A brand burned into the delicate skin above the hip bone with a cauterizing iron.
the fine point of the searing hot pen comes in contact with flesh it sizzles this woman is one of her slaves someone alison has made an oath to help and protect but she hasn't protected them she's been telling some of them to seduce keith sexually alison doesn't want to talk about this part of the story and especially not the branding i can feel it it bothers her that she's a social
with this horrific, graphic mark of the cult.
But she's so associated with it,
some of these women would come to believe
the brand actually contained Allison's initials.
It wasn't true, but it was a rumor that would catch on like wildfire.
And now Allison must talk about it.
She must take responsibility.
People think the sorority was
kind of like your hunting ground or so.
I have at least one polyamorous partner that is in the sorority.
He's flirting with somebody younger, prettier, more famous, more popular, you know, whatever
than you.
And you start to realize you aged out before you were even 30.
He said, in order for me to help you with that, we're going to have to be physically intimate.
I'm nervous about putting every asset that we have on the line when I'm not sure that
her allegiance is to us and not
Keith. I go into his suite and I lock it down. And I'm like, get the fuck out of here, like, go out the window.
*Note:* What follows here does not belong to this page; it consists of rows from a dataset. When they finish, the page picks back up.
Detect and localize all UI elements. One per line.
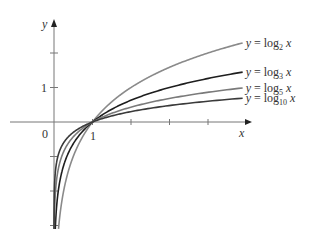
curve-label-log10: y = log10 x [245, 91, 296, 107]
curve-label-log2: y = log2 x [245, 36, 292, 52]
x-axis-label: x [238, 126, 245, 140]
x-axis-arrow-icon [245, 119, 252, 125]
log-graph: y x 0 1 1 y = log2 xy = log3 xy = log5 x… [0, 0, 319, 234]
curve-log10 [54, 98, 243, 229]
curve-log2 [58, 43, 242, 229]
ticks [50, 53, 208, 226]
curve-labels: y = log2 xy = log3 xy = log5 xy = log10 … [245, 36, 296, 107]
x-tick-label-1: 1 [90, 129, 96, 143]
origin-label: 0 [42, 127, 48, 141]
y-tick-label-1: 1 [41, 81, 47, 95]
curve-log3 [55, 72, 242, 229]
y-axis-label: y [41, 17, 48, 31]
plot-area: y x 0 1 1 y = log2 xy = log3 xy = log5 x… [0, 0, 319, 234]
curves [54, 43, 243, 229]
curve-label-log3: y = log3 x [245, 65, 292, 81]
y-axis-arrow-icon [51, 19, 57, 27]
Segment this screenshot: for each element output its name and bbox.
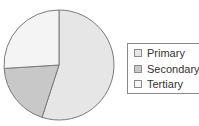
legend-item-tertiary: Tertiary — [134, 77, 183, 91]
legend-label-primary: Primary — [147, 46, 185, 60]
pie-slices — [4, 10, 114, 120]
legend-swatch-primary — [134, 49, 142, 57]
legend-item-primary: Primary — [134, 46, 185, 60]
pie-chart — [0, 0, 120, 126]
legend-label-secondary: Secondary — [147, 62, 199, 76]
legend-swatch-secondary — [134, 65, 142, 73]
pie-slice-tertiary — [4, 10, 59, 68]
chart-legend: Primary Secondary Tertiary — [127, 43, 199, 94]
legend-label-tertiary: Tertiary — [147, 77, 183, 91]
legend-item-secondary: Secondary — [134, 62, 199, 76]
legend-swatch-tertiary — [134, 80, 142, 88]
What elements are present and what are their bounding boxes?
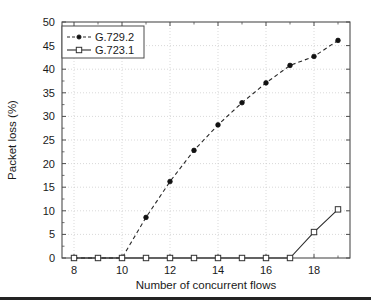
x-tick-label: 16 [260,264,272,276]
y-tick-label: 0 [49,252,55,264]
data-point-marker-open [311,229,316,234]
data-point-marker-open [191,255,196,260]
y-tick-label: 30 [43,110,55,122]
data-point-marker-open [71,255,76,260]
x-tick-label: 10 [116,264,128,276]
data-point-marker-open [263,255,268,260]
data-point-marker-filled [264,81,269,86]
data-point-marker-open [167,255,172,260]
data-point-marker-open [287,255,292,260]
y-tick-label: 20 [43,158,55,170]
x-axis-tick-labels: 81012141618 [71,264,320,276]
figure-container: 05101520253035404550 81012141618 Number … [0,0,371,307]
x-tick-label: 8 [71,264,77,276]
data-point-marker-open [143,255,148,260]
y-tick-label: 45 [43,40,55,52]
data-point-marker-filled [192,148,197,153]
y-tick-label: 50 [43,16,55,28]
x-tick-label: 18 [308,264,320,276]
y-tick-label: 5 [49,228,55,240]
data-point-marker-open [239,255,244,260]
y-axis-title: Packet loss (%) [6,100,18,180]
y-tick-label: 10 [43,205,55,217]
chart-legend: G.729.2 G.723.1 [62,26,144,58]
y-tick-label: 15 [43,181,55,193]
legend-open-square-icon [76,47,81,52]
data-point-marker-filled [216,123,221,128]
data-point-marker-filled [144,215,149,220]
x-axis-title: Number of concurrent flows [136,279,277,291]
y-tick-label: 40 [43,63,55,75]
legend-label-g7292: G.729.2 [95,31,134,43]
data-point-marker-filled [240,100,245,105]
figure-bottom-rule [0,297,371,300]
legend-filled-circle-icon [77,35,81,39]
data-point-marker-open [335,207,340,212]
data-point-marker-filled [312,54,317,59]
data-point-marker-open [95,255,100,260]
y-tick-label: 35 [43,87,55,99]
y-tick-label: 25 [43,134,55,146]
data-point-marker-filled [288,63,293,68]
data-point-marker-filled [168,179,173,184]
data-point-marker-open [119,255,124,260]
data-point-marker-filled [336,38,341,43]
data-point-marker-open [215,255,220,260]
x-tick-label: 14 [212,264,224,276]
legend-label-g7231: G.723.1 [95,44,134,56]
y-axis-tick-labels: 05101520253035404550 [43,16,55,264]
packet-loss-line-chart: 05101520253035404550 81012141618 Number … [0,0,371,307]
x-tick-label: 12 [164,264,176,276]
And all I can think of is just protect Keith.
How do you feel about having been involved in, like, bringing sexual trauma to other people?
I mean, I don't even know how to answer that question.
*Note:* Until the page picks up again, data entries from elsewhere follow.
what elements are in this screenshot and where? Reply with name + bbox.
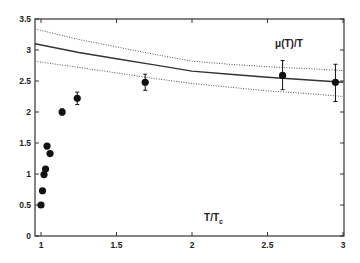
y-tick-label: 3.5 (19, 14, 31, 24)
data-point (74, 95, 81, 102)
data-point (59, 108, 66, 115)
data-point (332, 79, 339, 86)
y-tick-label: 0.5 (19, 200, 31, 210)
y-tick-label: 1.5 (19, 138, 31, 148)
plot-border (35, 19, 344, 236)
x-tick-label: 1.5 (111, 240, 123, 250)
y-tick-label: 0 (26, 231, 31, 241)
x-axis-label: T/Tc (204, 212, 223, 225)
data-point (142, 79, 149, 86)
band-curve (35, 29, 343, 71)
data-point (46, 150, 53, 157)
y-tick-label: 1 (26, 169, 31, 179)
data-point (43, 143, 50, 150)
curve-label: μ(T)/T (275, 38, 303, 49)
y-tick-label: 2 (26, 107, 31, 117)
data-point (37, 201, 44, 208)
x-tick-label: 3 (341, 240, 346, 250)
data-point (42, 165, 49, 172)
x-tick-label: 2.5 (262, 240, 274, 250)
chart: 00.511.522.533.5 11.522.53 μ(T)/T T/Tc (0, 0, 360, 263)
annotations: μ(T)/T T/Tc (204, 38, 303, 226)
data-points (37, 61, 339, 209)
x-tick-label: 2 (190, 240, 195, 250)
plot-frame (35, 19, 344, 236)
x-axis-label-subscript: c (219, 218, 223, 225)
x-axis-label-main: T/T (204, 212, 219, 223)
x-tick-label: 1 (39, 240, 44, 250)
y-tick-label: 2.5 (19, 76, 31, 86)
data-point (279, 72, 286, 79)
central-curve (35, 44, 343, 82)
data-point (39, 187, 46, 194)
y-tick-label: 3 (26, 45, 31, 55)
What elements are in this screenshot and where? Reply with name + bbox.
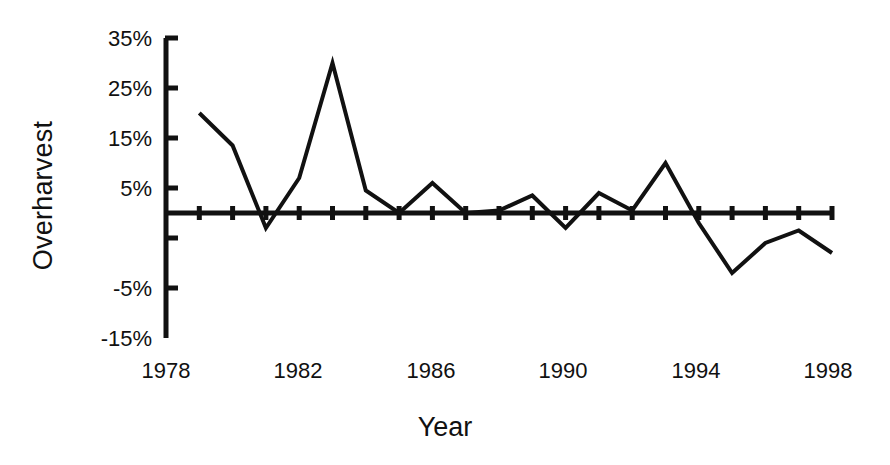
chart-figure: Overharvest 35% 25% 15% 5% -5% -15% 1978… bbox=[0, 0, 890, 465]
plot-area bbox=[0, 0, 890, 465]
data-series-line bbox=[199, 63, 832, 273]
axes-group bbox=[165, 38, 832, 338]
You've been listening to Uncover, Alison Offer,
from CBC and Campside Media.
It's hosted by me, Natalie Robomed.
Our executive producers are myself and Vanessa Gregoriatis at Campside and Stephen Belper.
Our senior producer is Lily Houston Smith, and our associate producer is Emma Siminoff.
Sound design, mix, and engineering by Mark McCadham and E. Wynne Lytramuan.
Thank you to Colin Campbell.
At CBC, our story editor is Derek John, and our senior producer is Kate Evans.
Our coordinating producer is Emily Cannell.
Our executive producers are Cecil Fernandez and Chris Oak.
Tonya Springer is the senior manager.
Arif Narani is the director.
If you enjoyed Alison After Nexium,
please rate and review the show wherever you get your podcasts.
Thanks for listening.
That was the first episode from the brand new season of Uncover,
Alison After Nexium.
If you like what you heard,
episode two is waiting for you right now. Just search for uncover wherever you get your podcast.
And be sure to follow the feed so you don't miss an episode.
For more CBC podcasts, go to cbc.ca.ca slash podcasts.